The Captain of the Kansas - Page 54/174

Walker, in his brief catalogue of occupations, had suppressed one. To

make sure, Christobal closed a water-tight bulkhead door which cut off

the principal staterooms from the saloon. Then he and his two helpers

carried out a painful but necessary task. It was his duty to certify

whether or not life was extinct. There were very few exceptions. The

three men lifted the bodies and threw them overboard. When they reached

the corpses of the second officer and a Spanish engineer who had been

knifed in the defense of the jolly-boat--his comrade had scrambled into

one of the life-boats--Tollemache took possession of such money,

documents, and valuables as were in their pockets, intending to draw up

an inventory when an opportunity presented itself.

Though they knew not the moment when a sickening crash would herald the

final dissolution of the ship, they proceeded with their work

methodically. In half an hour they had reached the end. All the injured

men--seven nondescript sailors and firemen--were carried to the saloon

and placed under Christobal's care. Walker dived below to the

engine-room, where he had already disconnected the rods broken or bent by

the fracture of a guard ring, which, in its turn, was injured by the

blowing out of a junk-ring, a stout ring of forged steel secured to one

of the pistons. He could do nothing more on deck.

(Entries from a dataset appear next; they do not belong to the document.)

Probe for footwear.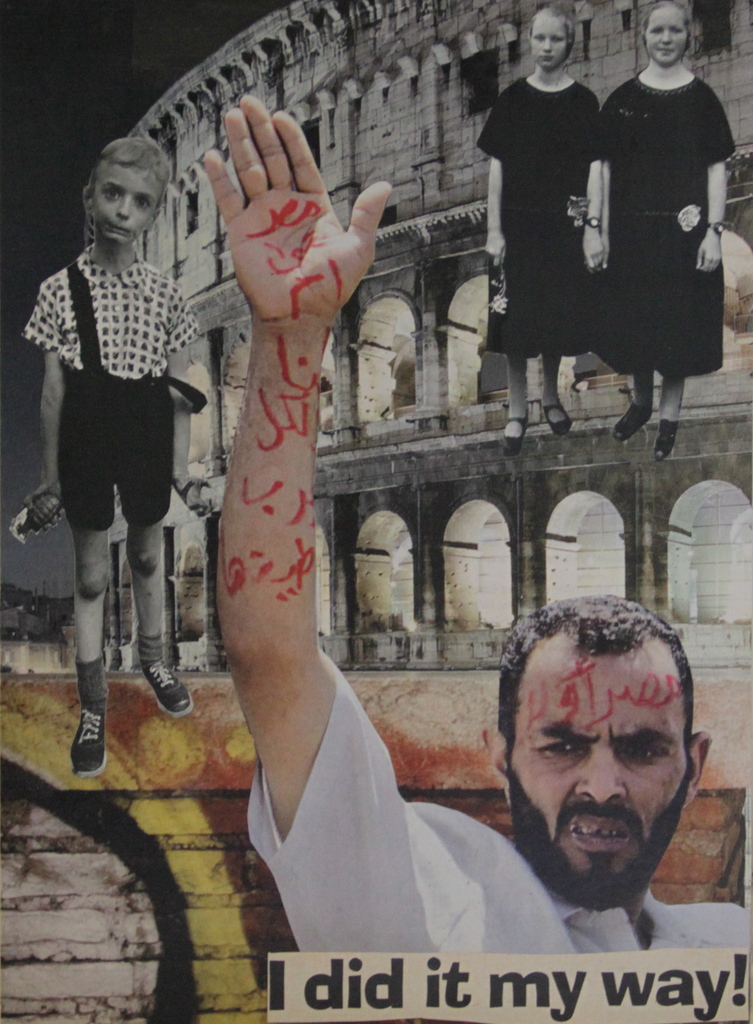
Probe result: (x1=47, y1=682, x2=109, y2=771).
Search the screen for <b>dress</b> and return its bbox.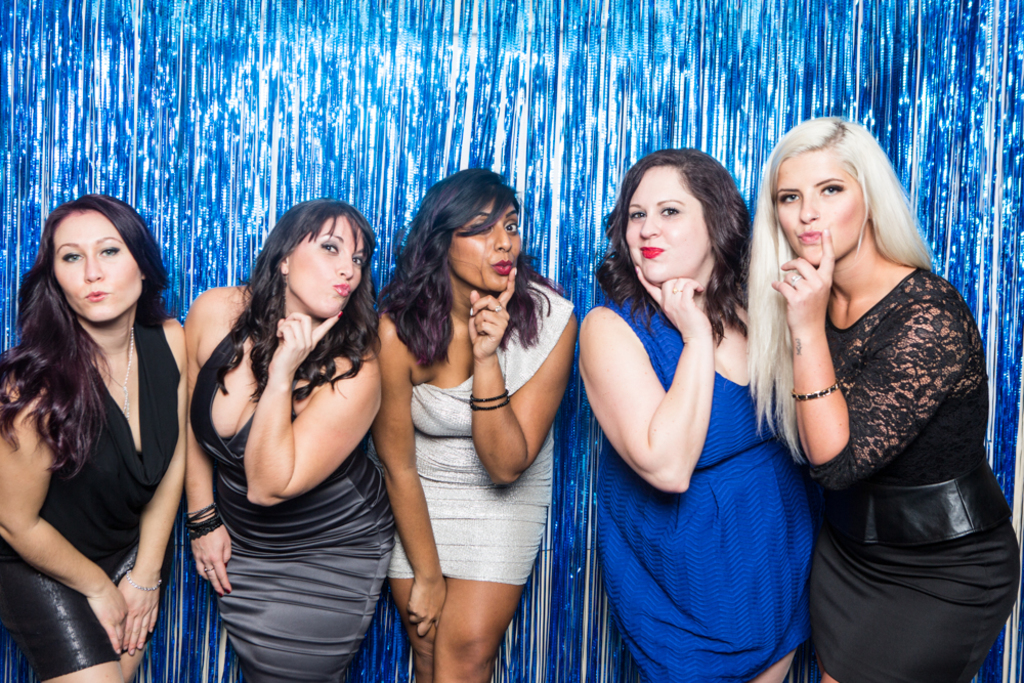
Found: bbox=[585, 236, 778, 657].
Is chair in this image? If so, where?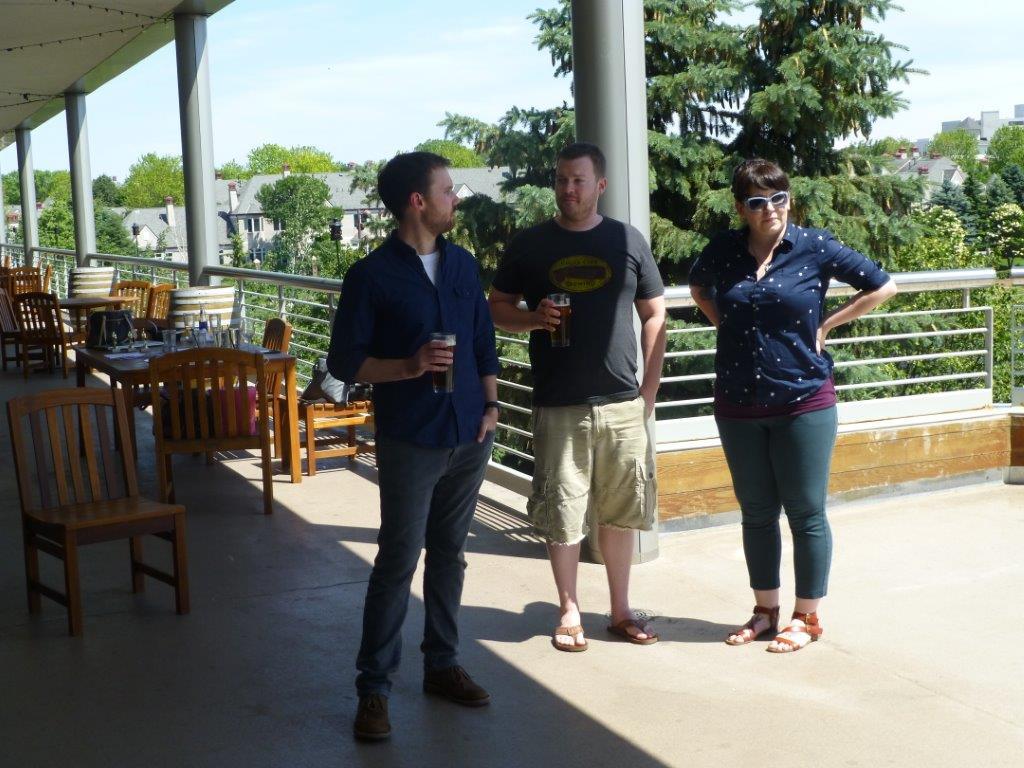
Yes, at crop(5, 385, 190, 641).
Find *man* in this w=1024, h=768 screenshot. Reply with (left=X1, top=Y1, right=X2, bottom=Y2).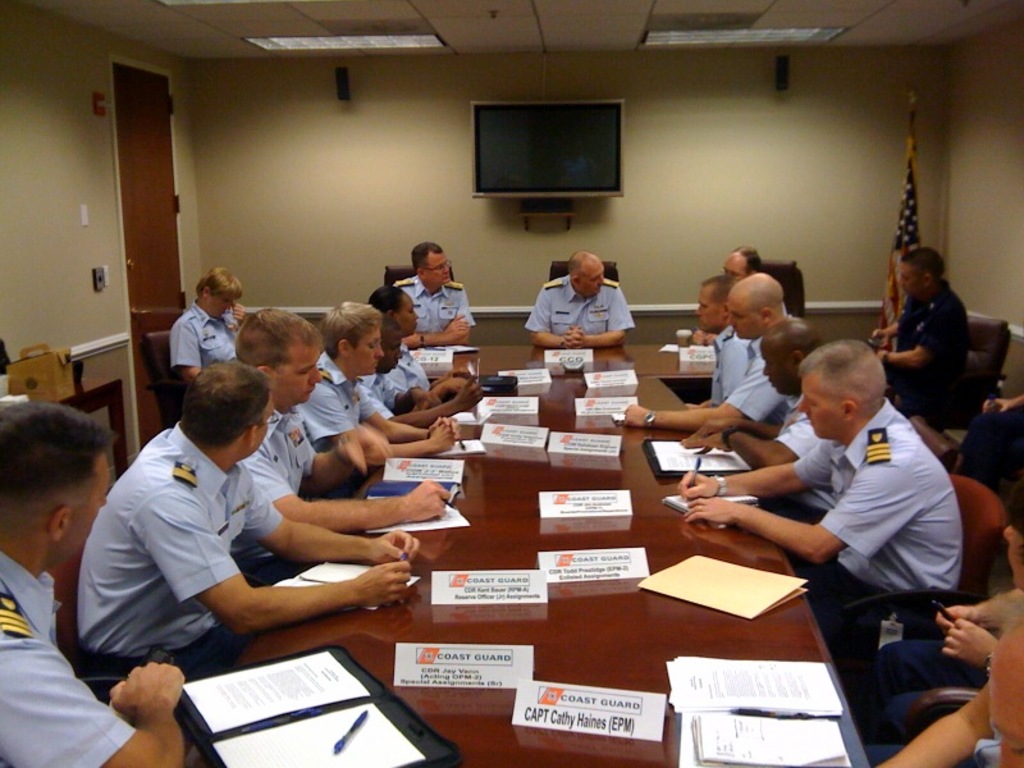
(left=236, top=306, right=452, bottom=570).
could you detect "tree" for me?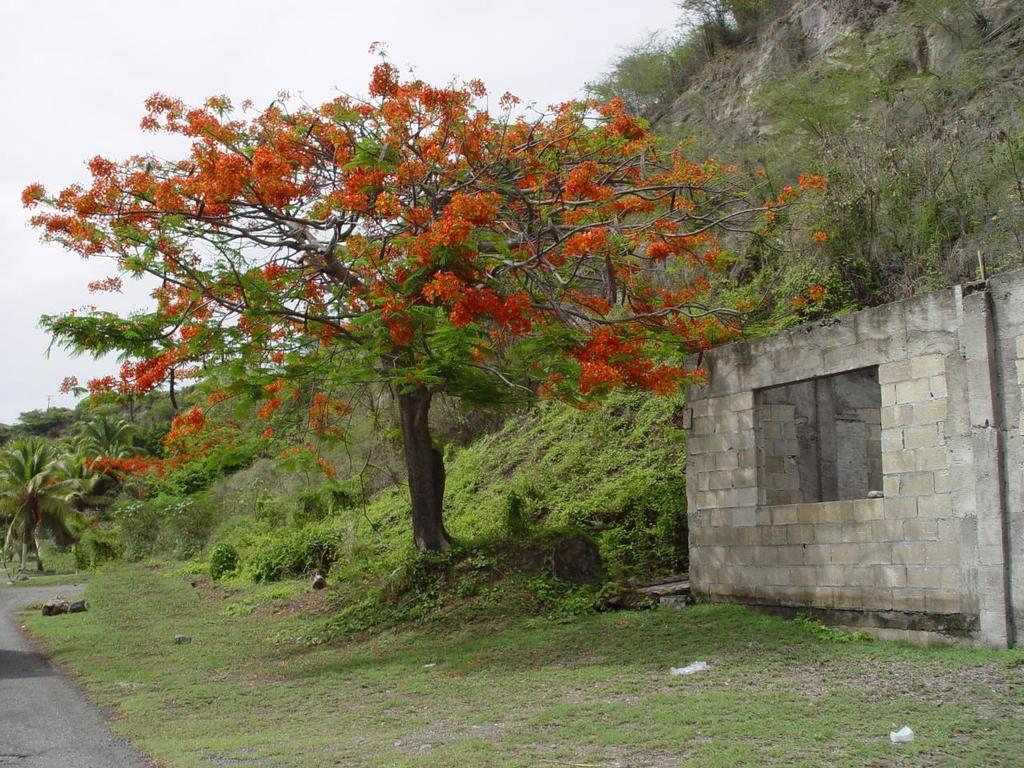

Whether he was

destined to live fifty seconds or as many years he was ill content to

hear his beloved engines knocking themselves to pieces with each roll of

the ship.

Tollemache, who undertook the firing of the donkey-boiler, which was

situated on the main deck aft of the saloon--for the Kansas was built

chiefly to accommodate cargo--during his wanderings round the world had

picked up sufficient knowledge of steam-power to shovel fuel into the

furnace and regulate the water-level by the feed valve and pump. The

small engine, more reliable and quite as powerful as a hundred men, was

in perfect order. It abounded in valves and taps, but Walker's parting

instructions were explicit: "Keep yo' eye on the glass, an' pitch in a shovel of coal evewy ten

minutes: she'll do the west."

So the new hand, satisfied that the gage was correct and the furnace

lively, lit his pipe, sat down, and began to jot in a note-book the

contents of his coat-pockets. The Spaniard's letters he could not read,

though he gathered that one of them was from a wife in Vallodolid, who

would travel overland early in January to meet her husband. But the

Englishman's correspondence was terribly explicit. A "heart-broken

mother" wrote from Liverpool that "Jack" had been shot during one of the

many cold-weather campaigns on the Indian frontier. "I have no news,

simply a telegram from the War Office. But of what avail to know how my

darling died. My tears are blinding me. You and I alone are left, and

you are thousands of miles away. May the Lord be merciful to me, a

widow, and bring you home to comfort me." Yet the knife which killed him

must have gone very near that letter.